Peter Van Buren: Mission Unaccomplished

March 8, 2013

Why the invasion of Iraq was the single worst foreign policy decision in American history.

Emily Mkrtichian: Armenia’s First Shopping Mall

March 7, 2013

What comes first, the middle class or the mall?

Robert Lewis & Al Shaw: After Sandy, Government Lends to Rebuild in Flood Zones

March 7, 2013

Government loans encourage the reconstruction of areas at risk of repeated flooding.

Cora Currier: Despite New Pardons, Obama’s Clemency Rate is Still Lowest in Recent History

March 7, 2013

The president has exercised his pardoning power less frequently than his four immediate predecessors.

Ben Mason: Pirates of the Parliament

March 6, 2013

The rise and fall of Germany’s Pirate party casts doubt on a future of crowdsourced politics.

Victoria Brittain: Shadow Lives

March 6, 2013

England’s war on terror has become a war on women and children.

Four Guernica Pieces Named “Best of the Net 2012”

March 6, 2013

The anthology includes Guernica contributors in all three categories—poetry, fiction, and non-fiction.

Robert Reich: Why There’s a Bull Market for Stocks And Bear Market for Workers

March 6, 2013

Investment in technology, unemployment, globalization, and the “Fed’s easy-money policies” all contribute to widening inequality.

James Arthur: Against Songlessness

March 5, 2013

An interview with the poet on his debut collection Charms Against Lightning.

Cora Currier: How Does the U.S. Mark Unidentified Men in Pakistan and Yemen as Drone Targets?

March 5, 2013

How exactly does the U.S. government define ‘militant activity’?

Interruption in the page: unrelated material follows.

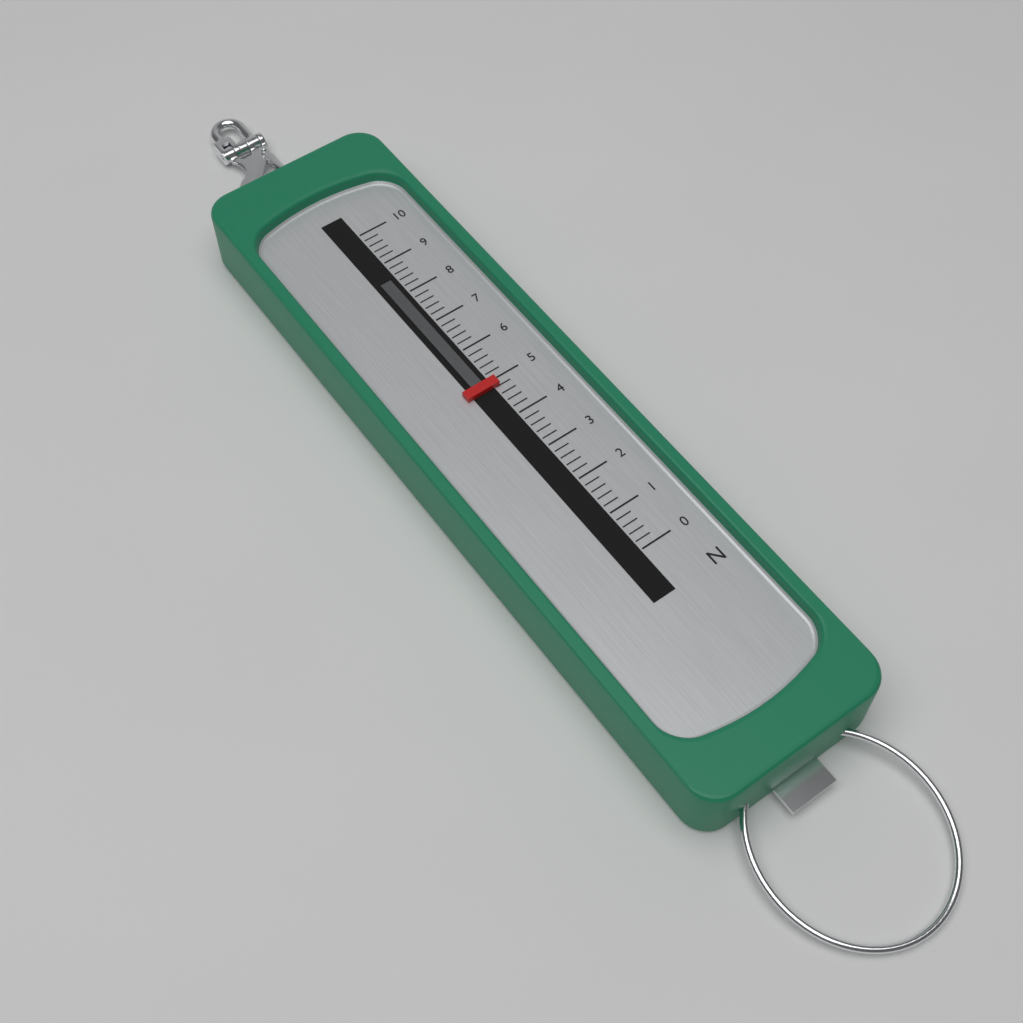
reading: 4.8 N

Stephen Engelberg: Sheldon Adelson’s Casino Company Stirs Fresh Questions With Admission It ‘Likely’ Broke Federal Law

March 5, 2013

The staff of one of the world’s richest men may have broken anti-bribery laws, but questions remain as to which transactions are at issue.

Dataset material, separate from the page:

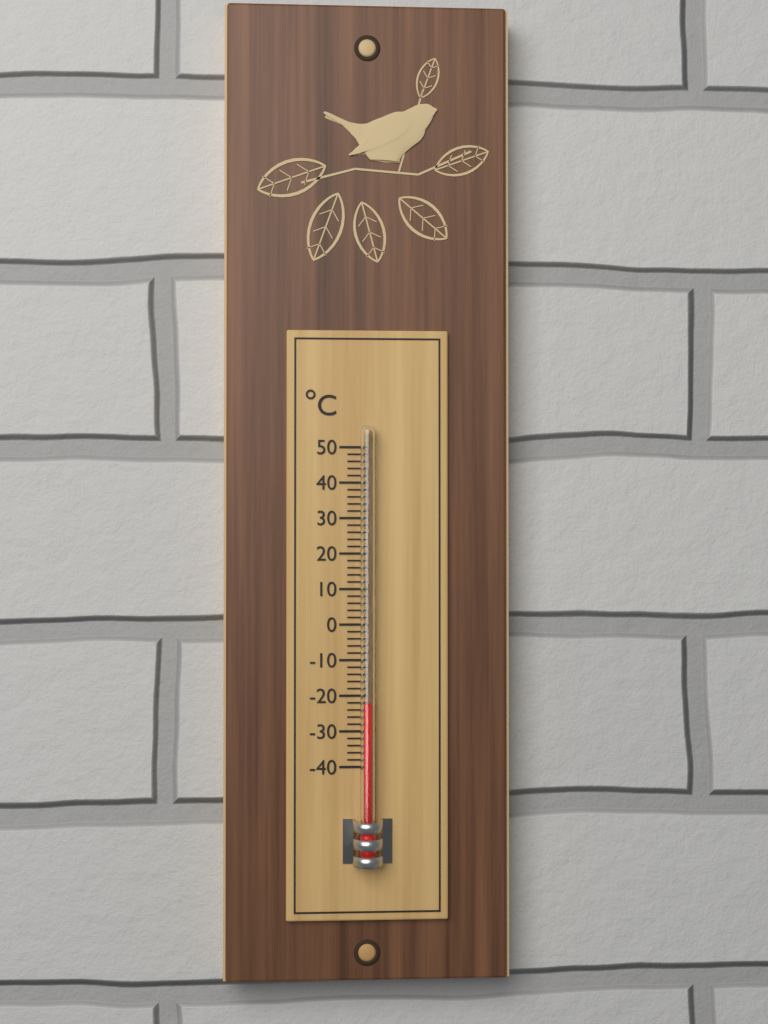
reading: -22 °C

Tom Engelhardt: Where Is Everybody?

March 4, 2013

Why it’s so tough to get your head around climate change.

Scott Ross: Kony2013

March 4, 2013

One year later, the LRA leader is still at large—but the controversial viral video has changed America’s relationship to the International Criminal Court.

Robert Reich: Sequestration Nation, and Remembering Robert Kennedy

March 4, 2013

Politics today is still a fight for social justice.